Killer of Dallas security guard to die

HUNTSVILLE, TX As seen on a surveillance video, Bradford pulls a pistol from his waistband, says nothing and shoots the 29-year-old Williams in the back. He turns the gun toward a store clerk, who runs behind some displays, fires three more times at Williams, then yells for a companion, who joins him in trying to take cash from a register. They left with $7 taken from Williams, who died about an hour later. It was his second day on the job.

Bradford, now 42, is set to die by injection Wednesday evening in Huntsville for the robbery-slaying more than 22 years ago.

"If you saw it once, you wouldn't forget it," said Dan Hagood, a former Dallas county assistant district attorney who prosecuted Bradford. "That video was just so chilling. That man's begging for his life. He's got his hands up.

"Then: Bam! ... Like stepping on a bug."

The U.S. Supreme Court last week refused to reconsider Bradford's appeal, clearing the way for the fourth execution this year in Texas and the first of four set for this month in the nation's busiest capital punishment state.

No last-day appeals for Bradford were planned, his lawyer, Mick Mickelson, said Tuesday.

"He's going to be executed," Mickelson said.

Bradford was 20 at the time of the Dec. 29, 1988, shooting at the store a few miles south of downtown Dallas, and was on parole for a robbery conviction.

In a confession to police, he contended that he acted in self-defense, that his gun went off and he feared Williams was trying to get his own gun and shoot him. The video, however, contradicted his version of the shooting.

Edwin King Jr., one of Bradford's trial lawyers, recalled the video as "very disturbing, and when the jurors saw it most of them began to cry."

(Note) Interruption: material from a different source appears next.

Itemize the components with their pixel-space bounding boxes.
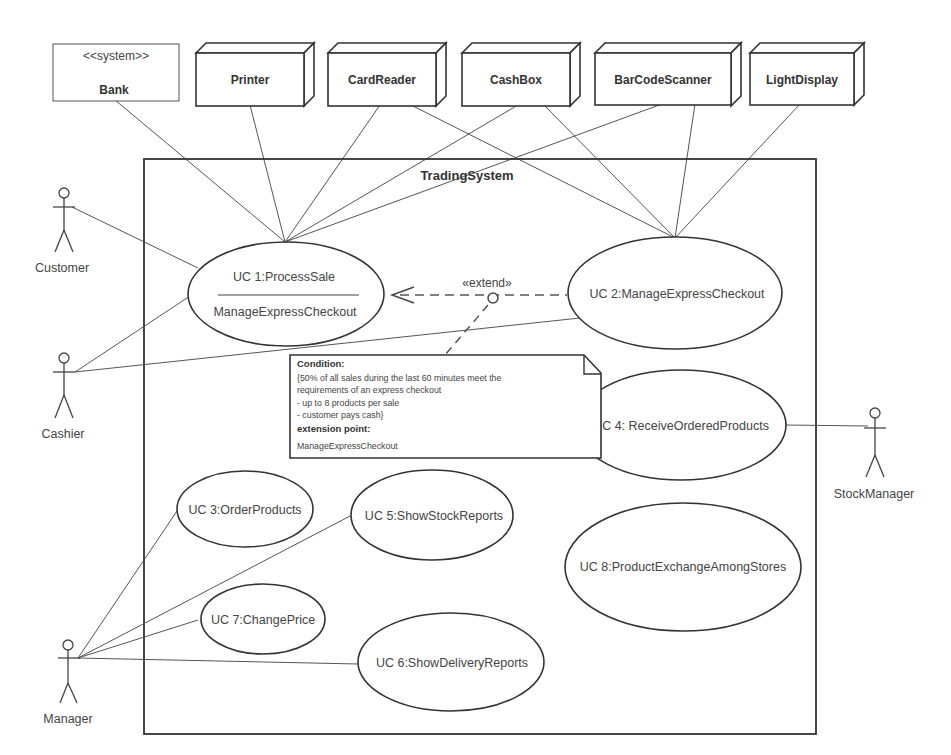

His co-counsel, Paul Brauchle, said the tape showing Williams in prolonged agony was devastating to the defense trying to keep Bradford off death row.

"The jury gets to sit there and listen to the guy moan and groan and agonize," Brauchle said. "A 4-year-old kid could have gotten death."

Bradford had two trials. His first conviction in 1990 was thrown out by the Texas Court of Criminal Appeals, which ruled that the trial judge in the case improperly denied psychiatric testimony obtained by Bradford's lawyers. He was tried a second time in 1995, convicted and sentenced again to death.

Last October, he won a Supreme Court reprieve about a week before he was scheduled for execution when his attorneys argued that his trial court appointed an inexperienced and underqualified lawyer to handle some of his earlier appeals. In January, the justices rejected the appeal. Last Friday, they refused to reconsider their decision.

Court records showed Bradford, who told a psychologist he began drinking alcohol in the seventh grade and had about four or five beers daily, was building a criminal record even before he went to prison for robbery. Police told of dozens of contacts with him on the streets of Dallas, where Bradford was known as "G-Man." One woman testified how he slipped into her home and tried to get into her bed before running off when she alerted her stepfather.

Other testimony at his trial showed that while in prison on the robbery conviction he incited one riot and was involved in another.

Police who arrested Bradford for the Williams slaying found marijuana and guns in his room. Detectives who booked him found he was carrying two plastic bags of crack cocaine.

Bradford told jurors most of the trial testimony against him came from liars.

Earlier appeals rejected by the courts contended he was mentally impaired and ineligible for execution.

Bradford declined to speak with reporters as his execution date neared. His accomplice, Vandron Seymore, received 42 years in prison for aggravated robbery with a deadly weapon. He served 12 years and was paroled in 2002.